‘Chief rabbinate should change approach to conversion’ says senior rabbinic figure

The rabbi made his comments on Tuesday during a special “Conversion Day” held in the Knesset at the initiative of MKs Aliza Lavie and Elazar Stern and the ITIM organization.

Chief rabbis of Jerusalem, Rabbi Shlomo Amar and Rabbi Arye Stern  (photo credit: MARC ISRAEL SELLEM)
Chief rabbis of Jerusalem, Rabbi Shlomo Amar and Rabbi Arye Stern
(photo credit: MARC ISRAEL SELLEM)
Rabbi Re’em Hacohen, a senior figure in the national-religious rabbinic leadership, called on the Chief Rabbinate to change its approach to the conversion of minors, so as to prevent intermarriage in Israel.
The rabbi made his comments on Tuesday during a special “Conversion Day” session in the Knesset at the initiative of MKs Aliza Lavie and Elazar Stern and the ITIM organization to highlight what critics say is the failure of the state conversion system to deal with problems facing the country.
There are some 300,000 Israeli citizens from the former Soviet Union, or their children, who are not Jewish according to Jewish law (Halacha). Religious leaders in the national- religious community have long sought to increase the conversion rate among this group in order to prevent intermarriage and the possibly negative effect this phenomenon could have on Israel’s Jewish character.
In 2015, a group of rabbis, including senior arbiter of Jewish law Rabbi Nachim Rabinowitz, Hacohen, and others, established a new Orthodox conversion system, Giyur Ka’halacha, to address this issue, although such converts are not recognized by the Chief Rabbinate.
In particular, Giyur Ka’halacha seeks, with parental consent, to convert minors from the immigrant community, since such a process is easier within Halacha than converting an adult and also targets the critical age bracket who will in the near future seek marriage.

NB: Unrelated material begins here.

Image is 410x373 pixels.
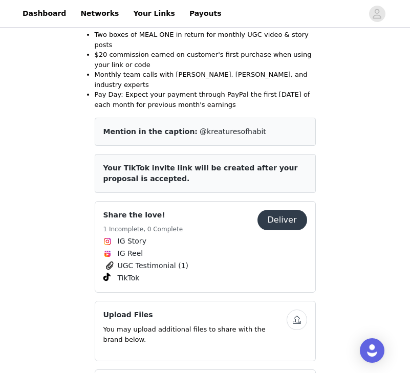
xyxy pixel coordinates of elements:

Speaking in a special session of the Knesset Committee for children’s rights, Hacohen said that he believed the state conversion courts sometimes refused to convert minors in contravention of Halacha.
Hacohen, dean of the Otniel yeshiva and chief rabbi of the Otniel settlement, pointed specifically to the policy of the state conversion system not to allow a child to be converted if the mother is not Jewish and does not convert, and if the child is not sent to a religious school.
The rabbi said that there was clear sanction in Halacha to convert a child even if the mother is not Jewish.
He added that Giyur Ka’halacha’s approach was to encourage parents of minors being converted to send their children to state-religious schools, but said that the conversion would still be valid without such a step.
“It would be appropriate for the Chief Rabbinate to adopt [the approach] of a man like Rabbi Nachum Rabinowitz,” said Hacohen, but said if it does not do so, “a critical mass” of converts through Giyur Ka’halacha could change the state’s attitude to such conversions.
Rabbi Yisrael Weiss, a former IDF chief rabbi and a rabbinical judge on one of the state’s conversion courts, rejected the criticism leveled at the state courts saying that he and others were doing as much as possible to deal with the issue.
“I understand the lateness of the hour, It needs halachic courage and I have halachic courage,” Weiss said.
“There are three permanent rabbis on the conversion court and they have the required humane sensitivities. We take the Halacha to the furthest possible lengths and there we stop.”